If this was a Tor pastiche written in 2003, I’m sure some would view it as a painfully unsubtle allegory of the U.S. invasion of Iraq. All the hallmarks of the anti-war lobby’s argument are there: claims to free the people from tyranny, the glamor of a crusade rousing the patriotism and energy of the invaders, espousing a righteous cause. As is obviously the case, Howard did not write his only Conan novel in reaction to the 2003 invasion of Iraq: he wasn’t writing in response to anything. The idea of an invader disguising an invasion as a noble cause (as critics of the Iraq invasion assert) is nothing new to history, since any nation acting as aggressor in a conflict will obviously portray their reasons in a light palatable to the populace regardless of veracity: Tarascus’ Nemedia was no different. Yet that’s one of the intrinsic truths inherent to Howard’s writing: the power of applicability.

Another example appears in “Beyond the Black River”:

“The best land near Thunder River is already taken,” grunted the slayer. “Plenty of good land between Scalp Creek  you crossed it a few miles back  and the fort, but that’s getting too devilish close to the river. The Picts steal over to burn and murder  like that one did. They don’t always come singly. Some day they’ll try to sweep the settlers out of Conajohara. And they may succeed. Probably will succeed. This colonization business is mad, anyway. There’s plenty of good land east of the Bossonian marches. If the Aquilonians would cut up some of the big estates of their barons, and plant wheat where now only deer are hunted, they wouldn’t have to cross the border and take the land of the Picts away from them.”

This is frequently seen as an allusion to the Colonial period of American history, and given Howard’s love of that period in history and the very evocative milieu of “Beyond the Black River,” it’s easy to see why. However, that’s not to say that the story is only about the plight of American settlers, Manifest Destiny, colonists-and-injuns, and other such tropes of Western literature: it could also be applied to the heaving Roman Empire’s expansion into dark Germanic territory, or Spain’s conquest of Mexico, or even the Vikings’ struggles with the Skrælings. “Beyond the Black River” is more universal, and deeper, than a mere “Conan of the Mohicans” escapade.

In contrast, we have Conan the Hero.
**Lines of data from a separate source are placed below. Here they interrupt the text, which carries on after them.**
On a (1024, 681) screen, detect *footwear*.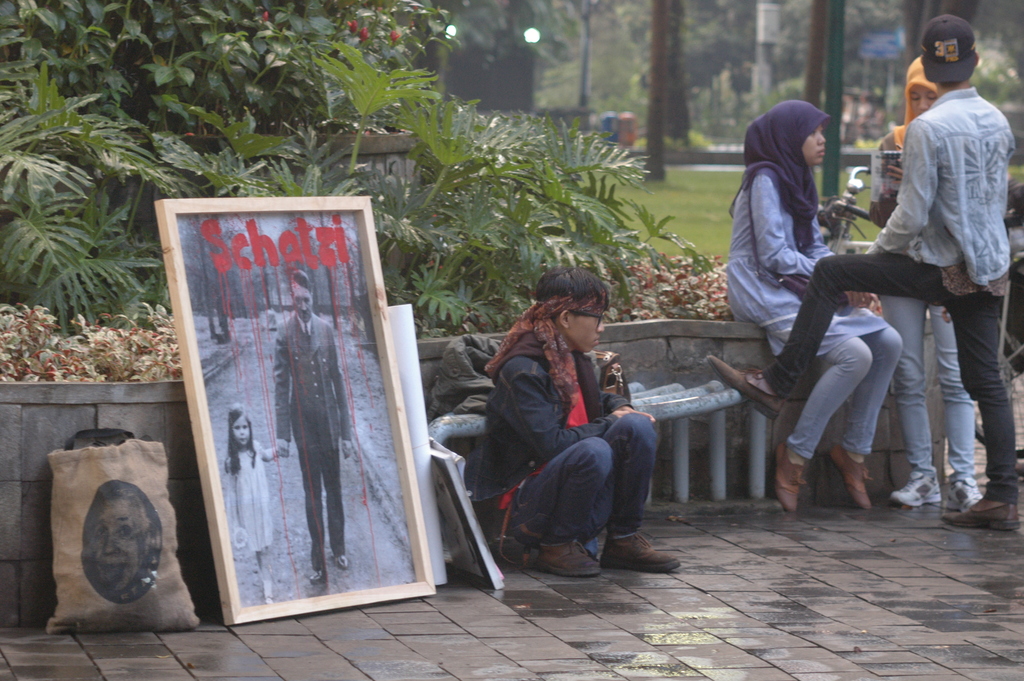
775 438 808 514.
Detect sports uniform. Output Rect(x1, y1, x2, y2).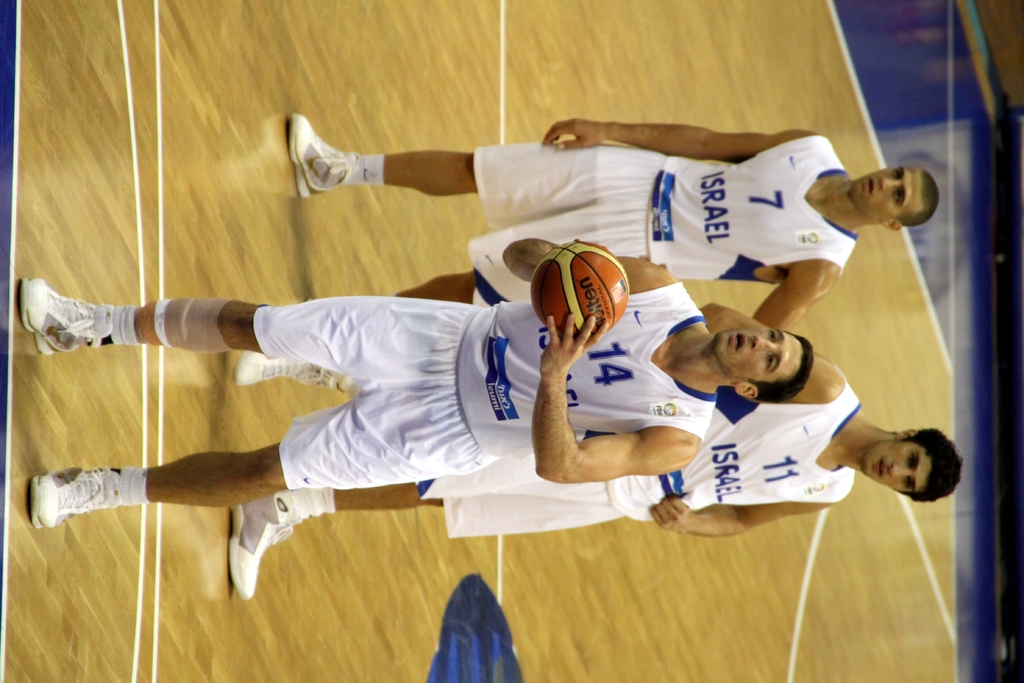
Rect(425, 365, 863, 557).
Applicability is replaced with straight allegory, and it suffers as a result. There’s no ambiguity: the Council of Seers is U.S. Intelligence, Turan is the U.S., Venjipur is Vietnam, the Hwong are the Viet Cong, the Red Garottes are the Green Berets. I guess that makes Conan into John Rambo. It stops being the Hyborian Age, and starts being a fable, where message overrides narrative, and individuals give way to avatars.

Allegory works well when handled with skill, but it’s rarely a good idea to do it in an established universe. When one brings allegory into, say, The Lord of the Rings, one stops thinking about the characters themselves, but about what they represent. If we equate Sauron with Hitler, we cannot think of Sauron as a character in his own right, but as a “stand-in” for a historical figure. Then you start applying it everywhere–the One Ring as the Atomic Bomb, the Valar as the non-interventionist United States, Tom Bombadil as the spirit of the British Empire–and when that happens, you might as well just be talking about the Second World War.

In the same way, the Vietnam allegory of Conan the Hero destroys not only the suspension of disbelief, but the independent actuality of the characters. Most damning of all is how it wreaks havoc with Howard’s setting and characters: how could the warlike, imperialist Turan have an “anti-war” movement when they’ve been conquering half the east without incident? If Turan had a “Council of Seers” who could control armies like they were playing Command & Conquer, why do we never see or hear of them before or since? Considering its apparent importance in eastern politics, how come we never hear about “Venjipur” in “The People of the Black Circle” or the other Turanian stories? All changes made to accommodate the Vietnam allegory, rather than complementing Howard’s Hyborian Age.

Still, it doesn’t sound nearly as bad as Conan of Venarium, but I don’t think anything could usurp Turtledove’s monsterpiece.